The “Godfather of AI,” Geoffrey Hinton, is voicing worries about the speed at which AI is developing and the way that big tech corporations are downplaying its risks. Hinton stated in an interview with the One Decision podcast that although many business executives are aware of the hazards, they are not acting on them. “Many of the people in big companies, I think, are downplaying the risk publicly,” Hinton said. “People like Demis, for example, really do understand the risks and really want to do something about it.”
For their work on artificial neural networks, Hinton and John J. Hopfield shared the 2024 Nobel Prize in Physics. Hinton is also a Nobel Laureate. Actually, Hinton’s ten years of study helped to provide the foundation for the quick development of artificial intelligence that we see today. He is also cautioning, meanwhile, that sophisticated AI systems are growing increasingly intelligent and are even learning in ways that are not quite clear to humans.“The rate at which they’ve started working now is way beyond what anybody expected,” he said.
Godfather of AI also admitted that he regrets not recognizing these dangers earlier in his career: “I should have realized much sooner what the eventual dangers were going to be. I always thought the future was far off and I wish I had thought about safety sooner.”
After over ten years with Google, Hinton departed the firm in 2023. Many people believed that his resignation was a protest against its aggressive AI drive. Hinton stated in the podcast, however, that this story was overblown and not real. “There’s a wonderful story that the media loves this honest scientist who wanted to tell the truth so I had to leave Google. It’s a myth,” Hinton said. “I left Google because I was 75 and I couldn’t program effectively anymore but when I left, maybe I could talk about all these risks more freely.”
He added that staying at Google would have inevitably meant some level of self-censorship. “You can’t take their money and then not be influenced by what’s in their own interest,” he said.
Hinton also discussed Demis Hassabis on the podcast, praising him as one of the few leaders who “really wants to do something about” the dangers of artificial intelligence. Its AI research division is now led by Hassabis, who sold DeepMind to Google in 2014. He discusses their evolution, although he has long voiced worries about the possible abuse of sophisticated AI systems.
In a interview earlier this year, Hassabis said that he is concerned about artificial intelligence. However, he stated that he is more worried about the potential for the technology to end up in the wrong hands than he is about AI taking employment away.
“A bad actor could repurpose those same technologies for a harmful end,” Hassabis told. “And so one big thing is how do we restrict access to these systems, powerful systems, to bad actors but enable good actors to do many, many amazing things with it?”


Instructions for the task
Your task is to transcribe the data in full.

Stored entries:
== Segment start ==

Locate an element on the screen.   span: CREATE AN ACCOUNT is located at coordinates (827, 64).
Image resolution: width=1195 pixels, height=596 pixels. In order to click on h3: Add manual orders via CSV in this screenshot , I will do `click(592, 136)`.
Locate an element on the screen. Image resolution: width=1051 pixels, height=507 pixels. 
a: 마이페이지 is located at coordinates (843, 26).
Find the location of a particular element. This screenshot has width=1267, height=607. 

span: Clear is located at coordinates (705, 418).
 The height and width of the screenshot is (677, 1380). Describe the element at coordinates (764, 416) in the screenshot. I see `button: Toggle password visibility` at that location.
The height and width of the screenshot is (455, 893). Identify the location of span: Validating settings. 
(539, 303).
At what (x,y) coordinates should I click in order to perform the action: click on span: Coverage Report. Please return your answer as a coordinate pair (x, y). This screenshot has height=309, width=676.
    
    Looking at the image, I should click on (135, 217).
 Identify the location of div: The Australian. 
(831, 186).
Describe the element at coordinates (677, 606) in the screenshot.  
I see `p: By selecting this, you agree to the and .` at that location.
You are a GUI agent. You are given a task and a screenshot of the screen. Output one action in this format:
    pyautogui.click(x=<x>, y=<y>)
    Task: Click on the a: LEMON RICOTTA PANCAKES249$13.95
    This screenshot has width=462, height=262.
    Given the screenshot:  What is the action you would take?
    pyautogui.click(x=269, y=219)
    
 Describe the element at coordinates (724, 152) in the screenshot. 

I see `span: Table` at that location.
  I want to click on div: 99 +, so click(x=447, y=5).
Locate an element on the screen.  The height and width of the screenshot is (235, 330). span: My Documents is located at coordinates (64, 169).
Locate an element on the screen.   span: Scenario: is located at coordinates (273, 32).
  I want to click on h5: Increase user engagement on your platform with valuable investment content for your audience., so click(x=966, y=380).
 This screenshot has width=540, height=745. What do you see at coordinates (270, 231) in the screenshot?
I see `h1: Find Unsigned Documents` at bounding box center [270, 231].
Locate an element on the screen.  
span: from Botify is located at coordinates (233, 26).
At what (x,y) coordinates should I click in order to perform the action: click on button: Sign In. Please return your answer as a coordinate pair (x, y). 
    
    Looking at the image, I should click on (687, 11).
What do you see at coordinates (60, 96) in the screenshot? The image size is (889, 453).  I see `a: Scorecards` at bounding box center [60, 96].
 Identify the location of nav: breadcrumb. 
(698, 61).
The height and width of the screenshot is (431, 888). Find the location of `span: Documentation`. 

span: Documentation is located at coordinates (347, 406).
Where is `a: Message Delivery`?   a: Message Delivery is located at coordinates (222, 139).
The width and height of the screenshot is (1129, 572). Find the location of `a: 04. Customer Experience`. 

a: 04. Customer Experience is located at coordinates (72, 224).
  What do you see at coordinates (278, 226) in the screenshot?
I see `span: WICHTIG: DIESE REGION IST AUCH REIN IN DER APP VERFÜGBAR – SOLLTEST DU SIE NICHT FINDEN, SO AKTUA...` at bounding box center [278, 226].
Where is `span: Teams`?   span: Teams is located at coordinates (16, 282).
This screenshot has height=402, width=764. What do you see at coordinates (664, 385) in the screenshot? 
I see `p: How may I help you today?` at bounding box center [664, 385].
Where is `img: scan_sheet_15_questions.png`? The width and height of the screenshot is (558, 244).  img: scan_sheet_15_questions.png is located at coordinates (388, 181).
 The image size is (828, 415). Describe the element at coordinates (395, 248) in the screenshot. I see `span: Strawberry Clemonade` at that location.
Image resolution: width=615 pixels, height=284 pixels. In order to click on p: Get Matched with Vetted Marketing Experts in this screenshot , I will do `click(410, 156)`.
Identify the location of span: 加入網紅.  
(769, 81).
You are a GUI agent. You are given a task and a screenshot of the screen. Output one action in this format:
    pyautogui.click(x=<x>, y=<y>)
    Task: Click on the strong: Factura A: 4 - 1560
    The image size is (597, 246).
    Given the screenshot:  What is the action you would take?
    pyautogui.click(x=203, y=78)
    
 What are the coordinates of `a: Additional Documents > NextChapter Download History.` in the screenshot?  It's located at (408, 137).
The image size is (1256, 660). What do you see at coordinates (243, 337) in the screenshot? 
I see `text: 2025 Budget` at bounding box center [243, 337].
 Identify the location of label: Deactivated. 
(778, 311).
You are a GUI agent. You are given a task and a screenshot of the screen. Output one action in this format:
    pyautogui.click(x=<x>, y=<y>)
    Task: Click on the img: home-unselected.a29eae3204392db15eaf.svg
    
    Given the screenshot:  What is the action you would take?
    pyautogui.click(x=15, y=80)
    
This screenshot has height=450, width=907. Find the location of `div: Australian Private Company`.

== Segment end ==

Worked solution
Locate an element on the screen.   span: CREATE AN ACCOUNT is located at coordinates (827, 64).
Image resolution: width=1195 pixels, height=596 pixels. In order to click on h3: Add manual orders via CSV in this screenshot , I will do `click(592, 136)`.
Locate an element on the screen. Image resolution: width=1051 pixels, height=507 pixels. 
a: 마이페이지 is located at coordinates (843, 26).
Find the location of a particular element. This screenshot has width=1267, height=607. 

span: Clear is located at coordinates (705, 418).
 The height and width of the screenshot is (677, 1380). Describe the element at coordinates (764, 416) in the screenshot. I see `button: Toggle password visibility` at that location.
The height and width of the screenshot is (455, 893). Identify the location of span: Validating settings. 
(539, 303).
At what (x,y) coordinates should I click in order to perform the action: click on span: Coverage Report. Please return your answer as a coordinate pair (x, y). This screenshot has height=309, width=676.
    
    Looking at the image, I should click on (135, 217).
 Identify the location of div: The Australian. 
(831, 186).
Describe the element at coordinates (677, 606) in the screenshot.  
I see `p: By selecting this, you agree to the and .` at that location.
You are a GUI agent. You are given a task and a screenshot of the screen. Output one action in this format:
    pyautogui.click(x=<x>, y=<y>)
    Task: Click on the a: LEMON RICOTTA PANCAKES249$13.95
    This screenshot has width=462, height=262.
    Given the screenshot:  What is the action you would take?
    pyautogui.click(x=269, y=219)
    
 Describe the element at coordinates (724, 152) in the screenshot. 

I see `span: Table` at that location.
  I want to click on div: 99 +, so click(x=447, y=5).
Locate an element on the screen.  The height and width of the screenshot is (235, 330). span: My Documents is located at coordinates (64, 169).
Locate an element on the screen.   span: Scenario: is located at coordinates (273, 32).
  I want to click on h5: Increase user engagement on your platform with valuable investment content for your audience., so click(x=966, y=380).
 This screenshot has width=540, height=745. What do you see at coordinates (270, 231) in the screenshot?
I see `h1: Find Unsigned Documents` at bounding box center [270, 231].
Locate an element on the screen.  
span: from Botify is located at coordinates (233, 26).
At what (x,y) coordinates should I click in order to perform the action: click on button: Sign In. Please return your answer as a coordinate pair (x, y). 
    
    Looking at the image, I should click on (687, 11).
What do you see at coordinates (60, 96) in the screenshot? The image size is (889, 453).  I see `a: Scorecards` at bounding box center [60, 96].
 Identify the location of nav: breadcrumb. 
(698, 61).
The height and width of the screenshot is (431, 888). Find the location of `span: Documentation`. 

span: Documentation is located at coordinates (347, 406).
Where is `a: Message Delivery`?   a: Message Delivery is located at coordinates (222, 139).
The width and height of the screenshot is (1129, 572). Find the location of `a: 04. Customer Experience`. 

a: 04. Customer Experience is located at coordinates (72, 224).
  What do you see at coordinates (278, 226) in the screenshot?
I see `span: WICHTIG: DIESE REGION IST AUCH REIN IN DER APP VERFÜGBAR – SOLLTEST DU SIE NICHT FINDEN, SO AKTUA...` at bounding box center [278, 226].
Where is `span: Teams`?   span: Teams is located at coordinates (16, 282).
This screenshot has height=402, width=764. What do you see at coordinates (664, 385) in the screenshot? 
I see `p: How may I help you today?` at bounding box center [664, 385].
Where is `img: scan_sheet_15_questions.png`? The width and height of the screenshot is (558, 244).  img: scan_sheet_15_questions.png is located at coordinates (388, 181).
 The image size is (828, 415). Describe the element at coordinates (395, 248) in the screenshot. I see `span: Strawberry Clemonade` at that location.
Image resolution: width=615 pixels, height=284 pixels. In order to click on p: Get Matched with Vetted Marketing Experts in this screenshot , I will do `click(410, 156)`.
Identify the location of span: 加入網紅.  
(769, 81).
You are a GUI agent. You are given a task and a screenshot of the screen. Output one action in this format:
    pyautogui.click(x=<x>, y=<y>)
    Task: Click on the strong: Factura A: 4 - 1560
    The image size is (597, 246).
    Given the screenshot:  What is the action you would take?
    pyautogui.click(x=203, y=78)
    
 What are the coordinates of `a: Additional Documents > NextChapter Download History.` in the screenshot?  It's located at (408, 137).
The image size is (1256, 660). What do you see at coordinates (243, 337) in the screenshot? 
I see `text: 2025 Budget` at bounding box center [243, 337].
 Identify the location of label: Deactivated. 
(778, 311).
You are a GUI agent. You are given a task and a screenshot of the screen. Output one action in this format:
    pyautogui.click(x=<x>, y=<y>)
    Task: Click on the img: home-unselected.a29eae3204392db15eaf.svg
    
    Given the screenshot:  What is the action you would take?
    pyautogui.click(x=15, y=80)
    
This screenshot has height=450, width=907. Find the location of `div: Australian Private Company`.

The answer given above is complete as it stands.